3 bd · 2.5 ba ·
1,403 sqft ·
Built 2026
· Townhouse
· Active
· 44 DOM
Cashflow @ list (25.0% down · 7.5%)
Estimated rent
$1,469/mo
Mortgage (P&I)
−$881
Tax + insurance
−$280
HOA
−$0
Vac / Maint / Mgmt
−$309
Net cashflow
$-0/mo
Annual
$-5/yr
Cap rate
6.29%
Cash-on-cash
-0.01%
DSCR
1.00
1% rule
0.87%
Cash to close
$47,040
Investor read
This is a 3-bed/2.5-bath townhouse listed at $168k. Condition is rated good.
At list price, monthly cash flow is $0 ($-5/yr) — negative.
To cash-flow at today's rent, offer at most $168k (0.0% below list).
To meet the 1% rule (rent ≥ 1% of price), the offer needs to be $147k (12.6% below list).
It's been on market 44 days — a 3% lower offer ($163k) is reasonable based on typical stale-listing flexibility.
Recommended offer: $147k (12.6% below list) — sets the bar for 1% rule.
Local home prices are declining (-3.0%/yr); year-one equity from $1k of loan paydown is wiped out by about $5k of value loss. Plan a longer hold.
Location reads 66/100 on livability (#119 in SC) — a middle-class / working-renter tenant base. Strengths: cost of living A+, housing A+, crime A-; Watch: amenities F, commute F, employment F.
Spartanburg 06 (suburban): math 33% / reading 42% proficiency, ranked #35 of 80 in SC (top 44%) — families likely to look elsewhere, expect single-tenant / working-renter base with shorter leases.
Zoned schools: Dorman High (math 46% / reading 78%, grade B-, #99 of 196 statewide, top 53%, 3,808 students, 75% FRL) — zoned schools average 75% FRL vs 48% district-wide (26 pts higher); higher-poverty schools than district average — tighter screening recommended.
Zoned-school proficiency averages 62% at this address vs 38% district-wide (+24 pts) — the actual schools serving this property are materially stronger than the Spartanburg 06 average implies; a family-tenant draw the district grade alone would hide.
Market conditions: Rents soft (-2.6%/yr); 465 active listings in the ZIP; 8 comparable units currently listed for rent nearby; rentals at typical pace (median 23d on market — plan ~3-4 weeks tenant-placement turnaround); 3,129 units permitted in Spartanburg County in 2024 (40 in 5+ unit buildings).
Spartanburg County population projected at +18% by 2050 — long-run rental-demand tailwind backs the buy-and-hold thesis.
Climate carrying-cost: extreme-heat days projected 7→17/yr by 2055 (HVAC capex compounding) — expect insurance premiums to compound above CPI over the hold.
Cap rate 6.3% vs local median 4.0% in Fairforest — top-decile yield for the area; either an underpriced asset or a hidden risk that comps aren't pricing in. Stress-test before assuming the spread holds.
This rent runs 30% of the median local income ($58k/yr) — at the standard rent-burdened threshold; future hikes will face affordability resistance.
Questions for listing agent
What do current leases actually rent for vs. the listed asking? Can we see a recent rent roll and the last 12 months of T-12 income?
It's been on market 44 days. Have you received any prior offers? Is the seller open to a 13% concession, seller financing, or rate buy-down credit?
Is there a deadline driving the sale (1031 exchange, divorce, estate, relocation)? That informs how much negotiation room exists.
Schools are F-rated, which usually means shorter tenancies and higher turnover. Who's the typical renter profile here, and what's been the actual vacancy rate?
The area grade is low — what's the realistic commute time and amenity access for the typical tenant pool here? Any planned neighborhood developments (good or bad) we should know about?
What's the average days-on-market for RENTAL listings here right now (not sales)? A rising rental-DOM trend means longer vacancies and softer asking-rent achievability than the comps imply.
What's the recent tenant-quality profile in this submarket — average credit score on applications, eviction rate, late-payment / NSF rate, and stable-employment percentage? A property-management company in the area should have these aggregated.
How much new for-sale + rental construction is in the pipeline within 1–3 miles? Heavy new supply typically softens prices + rents 12–24 months out; constrained supply supports both.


*TRY IT*. Only the pictures are to be dropped; the rest of the data below is to be duplicated exactly.

*** Block opens ***

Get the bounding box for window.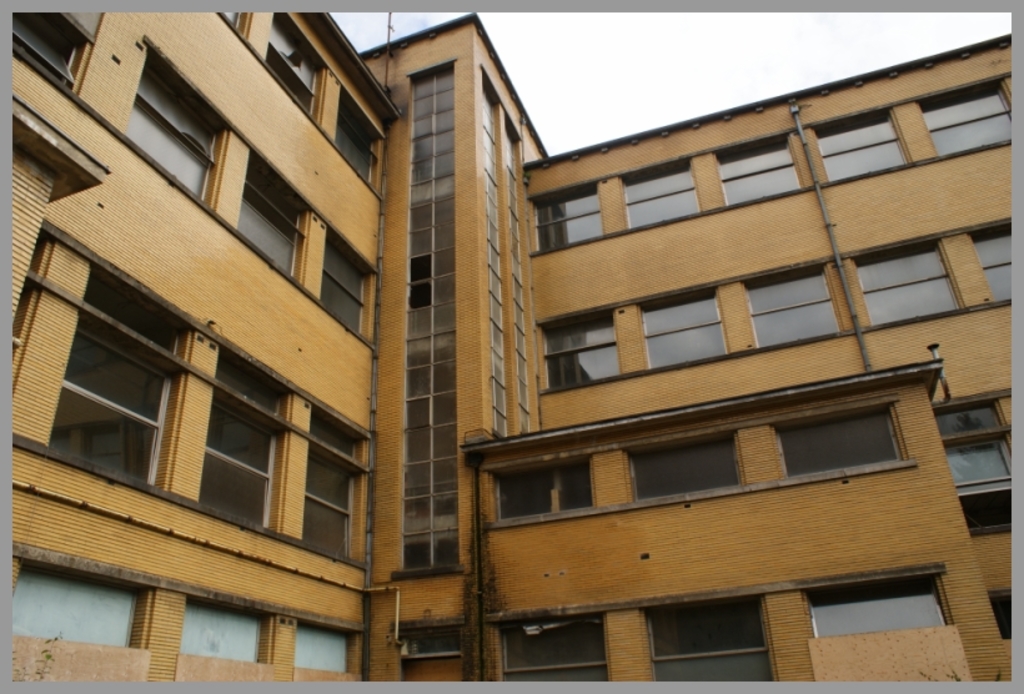
crop(236, 154, 310, 282).
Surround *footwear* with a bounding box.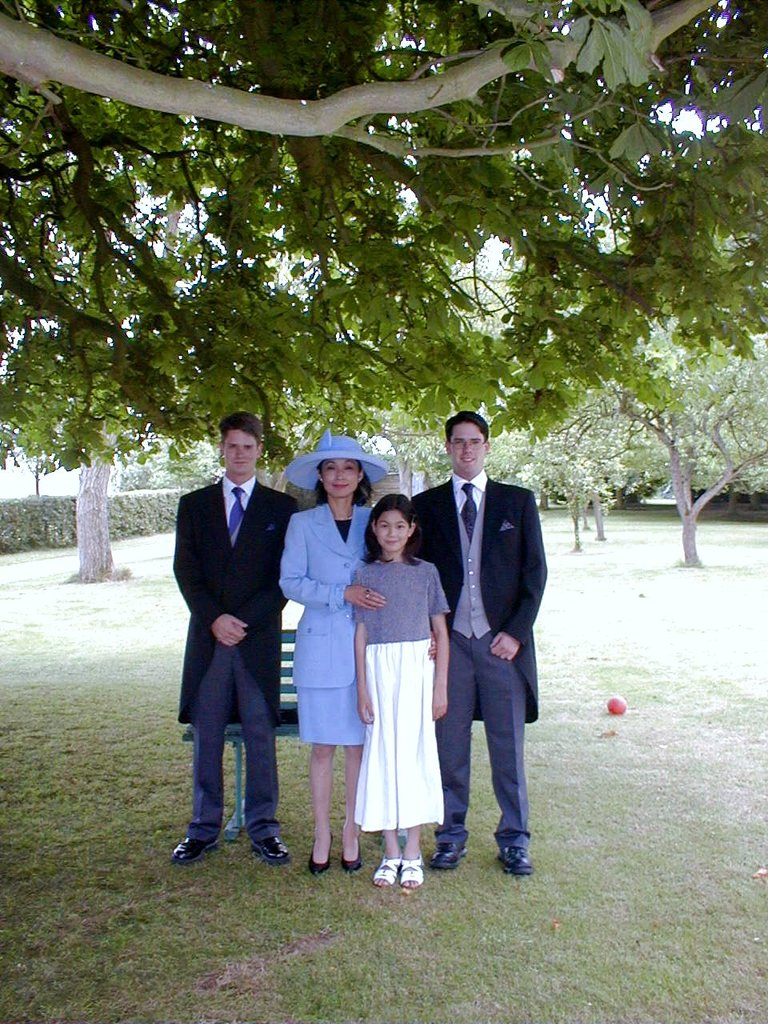
<bbox>343, 834, 366, 870</bbox>.
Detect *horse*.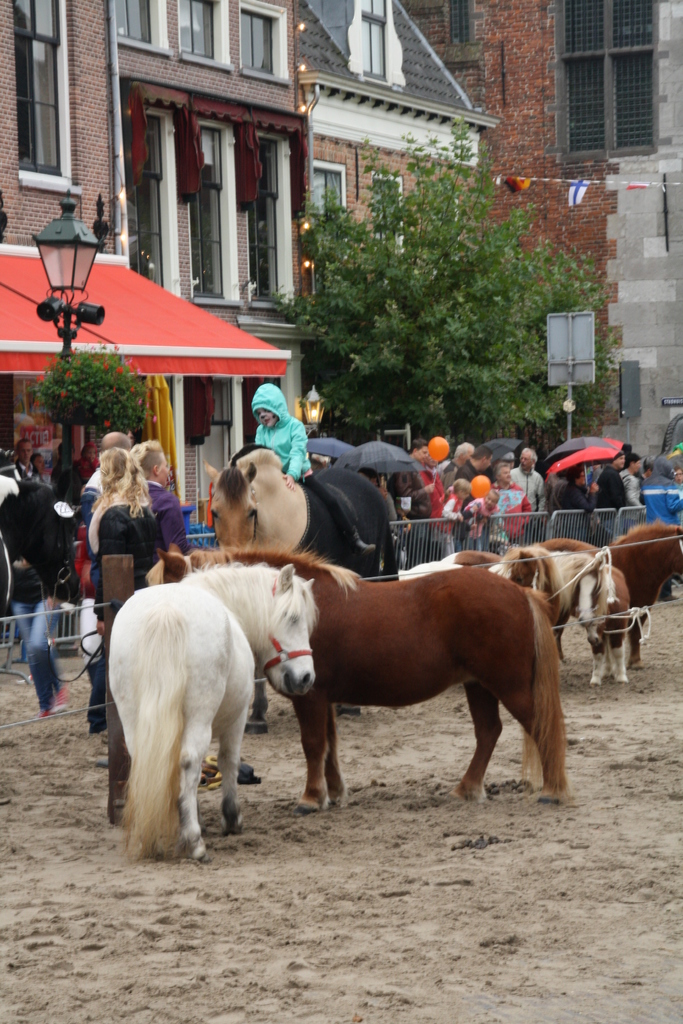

*** Block closes ***

*EXERCISE RESPONSE*.
Get the bounding box for window.
crop(236, 154, 310, 282).
Surround *footwear* with a bounding box.
<bbox>343, 834, 366, 870</bbox>.
Detect *horse*.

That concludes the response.